In a career that stretched from the
gaslight era to the Nuclear Age, Wright
constantly reinvented himself. He was
more than just the Prairie School
architect or the man who created the
famous Fallingwater home in Bear Run,
Pa., or the Guggenheim Museum in
New York. All those things and more,
Wright lived a tempestuous life marked
by scandal, triumph, bankruptcy and
victory. There was so much tumult, in
fact, the FBI kept a voluminous file on
Wright throughout most of his life.
This mixture of history, beauty and
genius adds to the appeal of the
Arthur Heurtley home, owned by the
Baehrends.
"Were we Wrightophiles —
absolutely crazed? No," Diana
Baehrend says. "But we like Prairie
[School], clean style, minimalist.
That's the style we were comfortable
with. We've always appreciated
Wright."
The husband-and-wife investment
bankers left few areas of the home
untouched in a massive restoration
effort that included demolishing non-
original walls and recreating Wright's
color scheme. The Baehrends are
looking to track down the home's
original furniture.
Is it worth the trouble?
"You are in such a fine piece of
architecture and anywhere you sit in
the house is enlightening," Diana
Baehrend says. "We get excited about
going home," Ed Baehrend adds.
Zukowsky says Wright's fame is not
likely to wane. "People will talk of
Wright years from now, just as they
discuss Leonardo da Vinci and the
Mona Lisa," he says. "There will
always be discussions and reinterpretation of his work, because that's
what happens with great work."
Lee Bey, architecture critic for the
Chicago Sun-Times, has written
extensively about Wright. 34 / October 1999 Illinois Issues
For more information
By Gail Satler
University of Illinois Press. 1999
Explores Frank Lloyd Wright's artistic perspective,
detailing his vision of architectural presence.

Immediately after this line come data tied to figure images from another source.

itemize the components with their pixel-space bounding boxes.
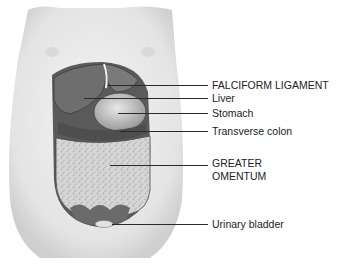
label-stomach: Stomach [212,107,253,119]
leader-stomach [118,113,208,114]
label-greater-omentum-line2: OMENTUM [212,170,266,182]
label-greater-omentum-line1: GREATER [212,157,262,169]
leader-liver [84,98,208,99]
urinary-bladder [95,221,113,228]
label-transverse-colon: Transverse colon [212,125,292,137]
greater-omentum [56,136,150,217]
leader-transverse-colon [120,131,208,132]
abdomen-illustration [0,0,350,267]
label-liver: Liver [212,92,235,104]
leader-falciform [108,85,208,86]
leader-greater-omentum [110,165,208,166]
label-urinary-bladder: Urinary bladder [212,218,284,230]
label-falciform-ligament: FALCIFORM LIGAMENT [212,79,329,91]
leader-urinary-bladder [112,224,208,225]
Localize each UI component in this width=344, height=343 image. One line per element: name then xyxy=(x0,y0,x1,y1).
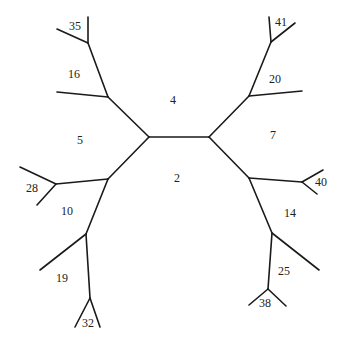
tree-labels: 3516452810193224120740142538 xyxy=(26,15,327,330)
region-label: 2 xyxy=(174,171,180,185)
tree-edge xyxy=(40,234,86,270)
tree-edge xyxy=(268,233,272,289)
tree-edge xyxy=(86,234,90,298)
region-label: 5 xyxy=(77,133,83,147)
tree-edge xyxy=(108,97,149,137)
tree-edge xyxy=(86,179,108,234)
tree-edge xyxy=(57,92,108,97)
tree-edge xyxy=(209,96,249,137)
region-label: 40 xyxy=(315,175,327,189)
region-label: 16 xyxy=(68,67,80,81)
region-label: 4 xyxy=(170,93,176,107)
region-label: 25 xyxy=(278,264,290,278)
tree-edge xyxy=(56,179,108,184)
tree-edge xyxy=(249,178,272,233)
tree-edge xyxy=(249,178,302,182)
phylogenetic-tree-diagram: 3516452810193224120740142538 xyxy=(0,0,344,343)
region-label: 10 xyxy=(61,204,73,218)
region-label: 19 xyxy=(56,271,68,285)
region-label: 35 xyxy=(69,19,81,33)
tree-edge xyxy=(209,137,249,178)
region-label: 38 xyxy=(259,296,271,310)
region-label: 32 xyxy=(82,316,94,330)
region-label: 28 xyxy=(26,181,38,195)
tree-edge xyxy=(37,184,56,205)
tree-edge xyxy=(249,42,271,96)
tree-edge xyxy=(88,43,108,97)
region-label: 14 xyxy=(284,206,296,220)
tree-edge xyxy=(108,137,149,179)
region-label: 41 xyxy=(275,15,287,29)
tree-edge xyxy=(269,17,271,42)
region-label: 7 xyxy=(270,128,276,142)
region-label: 20 xyxy=(269,72,281,86)
tree-edge xyxy=(249,91,302,96)
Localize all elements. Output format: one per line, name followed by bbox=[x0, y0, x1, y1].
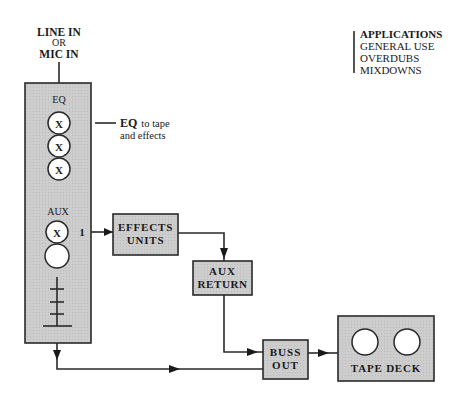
aux-return-to-buss-wire bbox=[224, 295, 263, 352]
tape-deck-box: TAPE DECK bbox=[338, 316, 434, 381]
channel-strip: EQ X X X AUX X 1 bbox=[25, 83, 91, 343]
buss-out-line1: BUSS bbox=[270, 346, 302, 358]
channel-down-arrow-icon bbox=[53, 350, 61, 360]
aux-knob-1: X bbox=[46, 221, 68, 243]
eq-knob-3-label: X bbox=[55, 164, 63, 176]
eq-label: EQ bbox=[52, 94, 66, 105]
eq-annotation-line2: and effects bbox=[120, 130, 166, 141]
eq-annotation-rest: to tape bbox=[141, 118, 170, 129]
eq-annotation-line1: EQto tape bbox=[120, 116, 170, 130]
input-label: LINE IN OR MIC IN bbox=[37, 26, 81, 60]
input-label-line2: OR bbox=[52, 37, 66, 48]
effects-units-box: EFFECTS UNITS bbox=[113, 214, 178, 255]
input-label-line3: MIC IN bbox=[39, 48, 79, 60]
aux-return-line2: RETURN bbox=[197, 278, 247, 290]
applications-item-2: OVERDUBS bbox=[360, 52, 419, 64]
tape-reel-left-icon bbox=[352, 329, 378, 355]
effects-units-line1: EFFECTS bbox=[118, 221, 173, 233]
signal-flow-diagram: LINE IN OR MIC IN EQ X X X AUX X 1 bbox=[0, 0, 469, 403]
eq-annotation-bold: EQ bbox=[120, 116, 137, 130]
eq-knob-2: X bbox=[48, 135, 70, 157]
applications-item-3: MIXDOWNS bbox=[360, 64, 422, 76]
aux-send-arrow-icon bbox=[104, 228, 113, 236]
buss-out-box: BUSS OUT bbox=[263, 340, 308, 379]
applications-item-1: GENERAL USE bbox=[360, 40, 435, 52]
aux-label: AUX bbox=[47, 206, 69, 217]
aux-return-line1: AUX bbox=[209, 265, 236, 277]
aux-return-to-buss-arrow-icon bbox=[247, 348, 258, 356]
eq-knob-3: X bbox=[48, 158, 70, 180]
eq-knob-1-label: X bbox=[55, 118, 63, 130]
channel-to-buss-wire bbox=[57, 343, 263, 369]
eq-knob-2-label: X bbox=[55, 141, 63, 153]
effects-to-aux-return-wire bbox=[178, 233, 224, 261]
eq-annotation: EQto tape and effects bbox=[95, 116, 170, 141]
channel-to-buss-arrow-icon bbox=[169, 365, 180, 373]
applications-legend: APPLICATIONS GENERAL USE OVERDUBS MIXDOW… bbox=[354, 28, 442, 76]
effects-to-aux-return-arrow-icon bbox=[220, 248, 228, 259]
effects-units-line2: UNITS bbox=[127, 234, 165, 246]
tape-reel-right-icon bbox=[394, 329, 420, 355]
applications-title: APPLICATIONS bbox=[360, 28, 442, 40]
buss-out-line2: OUT bbox=[272, 359, 299, 371]
buss-to-tape-arrow-icon bbox=[318, 349, 329, 357]
eq-knob-1: X bbox=[48, 112, 70, 134]
aux-send-number: 1 bbox=[79, 226, 85, 238]
tape-deck-label: TAPE DECK bbox=[351, 362, 421, 374]
aux-knob-2 bbox=[45, 244, 69, 268]
aux-knob-1-label: X bbox=[53, 227, 61, 239]
aux-return-box: AUX RETURN bbox=[193, 261, 252, 295]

Satler
concludes that while Wright's contemporaries focused
on three dimensions, his innovative designs developed
a fourth. According to Satler, Wright perceived space
as a living reality with social implications that responded to the people within it. This study expands upon
previous research by examining two architectural
works Wright regarded as significant that nevertheless
remain relatively neglected by recent scholarship: the
Larkin Building and Unity Temple.
Midway Gardens
By Paul Samuel Kruty
University of Illinois Press, 1998
Focuses on a singular work of Wright's, the
demolished Midway Gardens, as a pivotal point in the
architect's career. Constructed in 1914 as an open-air
concert garden on the southern edge of downtown
Chicago. Midway Gardens marked a change in
Wright's approach to his craft. Kruty contends
Wright's design unified art with architecture by
devising a more ornamental style that characterized his
work for the next 15 years. This analysis examines the
concepts behind Midway Gardens, as well as the
pervasiveness of its influence on architecture.
Frank Lloyd Wright
By Diane Maddex
Smithmark Publishing, 1998
Demonstrates the evolution of Wright's
architectural style by chronicling 50 designs,
spanning the entire length of his career. Maddex's
collection of photographs includes representations of
his earliest work, the 1906 Robie House, through his
later efforts, the posthumously completed New York
Guggenheim Museum. Accompanying each photograph is a synopsis depicting the clients who engaged
Wright's talents, as well as Wright's creative intention
for each project.
By Meryle Secrest
University of Chicago Press, 1998
Details Wright's family history, personal adventures
and charismatic associates through primary sources
and interviews with those who knew the man. Secrest,
granted access to extensive archival material, including Wright's letters, photographs, drawings and
books, portrays Wright's character in context of the
world around him. This is the biography Wright
experts at the state's Dana-Thomas House Historic
Site in Springfield recommend to visitors who are
looking for additional information on the architect.